About Santa Cruz Island in the Galapagos

Official Name: Santa Cruz Island
English Name: Indefatigable Island
Visitor Sites: Black Turtle Cove, Charles Darwin Research Station, Puerto Ayora, Dragon Hill, Santa Cruz Highlands
Area: 380 sq. miles (984 sq km)
Max altitude: 2834 feet (864 meters)
Approximate Age: 2 million years old

Animals Regularly Seen: Vermillion Flycatchers, Smooth-billed Ani, Giant Tortoises, Great Frigatebirds, Land Iguanas (in captivity), Great Blue Herons.

Animals Occasionally or Seasonally Seen: Vegetarian Finches, Woodpecker Finches.

Animals Rarely Seen: Dark-billed Cuckoo.

Outstanding characteristics: Giant tortoises (in wild and in captivity), land and marine iguanas, large variety of birds and varying vegetation.

Vegetation: It is the only island that has six different vegetation zones from the litoral and Arid Zones (where prickly pear cactus is found)to the fern and sedge, crossing the most humid zone with forests of scalesia and miconia.

Geology: Santa Cruz Island is composed of two parts: The younger and larger part is formed by many volcanic cones and basaltic lavas, while the older part is a narrow, 10 mile strip of land along the northeastern coast and consists of uplifted submarine lava flows and tuffs.

Santa Cruz Island is the second largest island in the Galapagos and something of a hub for the archipelago. Puerto Ayora, located in the southeast of this large, round volcanic island is the economic center of the Islands . It has the largest population among the four inhabited islands (approx. 18,000), which economically relies mostly on tourism—including refurbishing and resupplying Galapagos cruise yachts—along with fishing and boat-building.

Puerto Ayora is home to both the Galapagos National Park Service Headquarters and Charles Darwin Research Station, the center of the great restorative efforts taking place in the park, a UNESCO World Heritage site. Here we go ashore to visit the Giant Tortoise Breeding and Rearing Program run by the research station, which began by rescuing the remaining 14 tortoises on the island of Española in 1970. This program has restored the population of animals there to over 1,000 today. You will see many of these animals, with their sweet ET necks and faces; from hatchlings to juveniles to large, distinguished individuals like Lonesome George, the last of his particular race of tortoises. The local color of this port makes for an attractive stop-off, with restaurants, souvenir shops and internet cafés.

A highlight of any trip is a visit to Santa Cruz Highlands, where the dry coastal vegetation transitions to lush wet fields and forests overgrown with mosses and lichens. Our destination is the Tortoise Reserve, where we will have chances to track and view these friendly and ancient creatures in their natural settings. This extends to the adjacent pasturelands, where farmers make some profits by allowing visitors into their farms in exchange for payment. The best times to see tortoises here is during the cool or dry season from June through December. Another nearby attraction is the highland’s lava tubes. Some of tubes offer easy access by the means of wooden stairways that descend to the mouth of their arched cave entrances. From there one can make their way into the tubes underground along the cool, dimly lit naturally formed passages with their fascinating rock formations. The tubes make for a fairly easy and interesting hike. You should bring along non-slip footwear and some hikers prefer to use a flashlight.

Black Turtle Cove, located on the northern shore of Santa Cruz Island, is a living illustration of how mangroves alter the marine environment to create a rich and unique habitat. Four species of mangrove crowd from the shore out into the lagoon, which stretches almost a mile inland. As we drift though the quite waters in our dinghy, we are likely to see spotted eagle rays and cow nosed or golden rays, which swim in a diamond formation. White-tipped reef sharks can be seen beneath the boat and Pacific green sea turtles come to the surface for air and to mate. Sea birds, including pelicans, herons and egrets, all feed in the cove. This cove has been declared as a “Turtle Sanctuary”.

Las Bachas is a sandy white-coral beach that is a major egg-laying site for sea turtles. The name Bachas refers to the remains of landing craft left here at the end of WWII. Apparently, the locals couldn’t correctly pronounce what the US military called “the beach of the barges”. Instead the local fishermen and others started referring to the beach as “Las Barchas” and later that name devolved into “Las Bachas”. Ashore marine iguanas mingle with flamingos and other wading birds in another of the many super saline lagoons found in the Galápagos.

Another visitor’s site, Dragon Hill (Cerro Dragon)--located on the far western extreme of the island--makes and easy dry landing on a cement jetty. The path leads to a white sandy beach and then a rocky and dusty trail. Here the visitor will be rewarded by the presence of wading birds in another hyper-saline lagoon, and once inland, a nesting group of land iguanas. Less than a mile apart, a breathtaking dinghy ride will give the visitor an opportunity to see turtles and typically large numbers of sea birds as well as shark s in a mangrove environment.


# To do
Range to output from the entries below: the line containing "Task: Click on" through the line containing "This screenshot has". Set it down exactly, ends included, nothing else.

# Records to use
:::

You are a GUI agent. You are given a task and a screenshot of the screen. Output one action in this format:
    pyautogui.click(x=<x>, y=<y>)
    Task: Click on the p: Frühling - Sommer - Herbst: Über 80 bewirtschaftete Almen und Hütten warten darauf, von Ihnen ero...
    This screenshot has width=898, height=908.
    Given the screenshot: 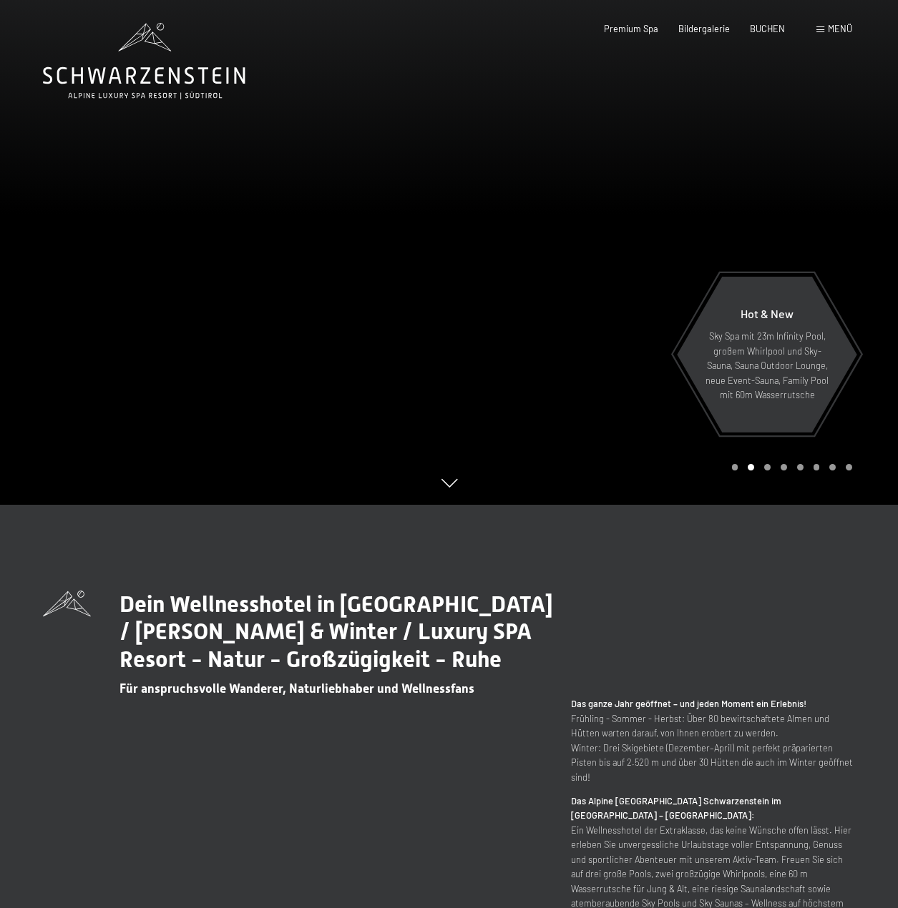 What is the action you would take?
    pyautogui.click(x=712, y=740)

:::

# Exercise solution
    Task: Click on the p: Frühling - Sommer - Herbst: Über 80 bewirtschaftete Almen und Hütten warten darauf, von Ihnen ero...
    This screenshot has width=898, height=908.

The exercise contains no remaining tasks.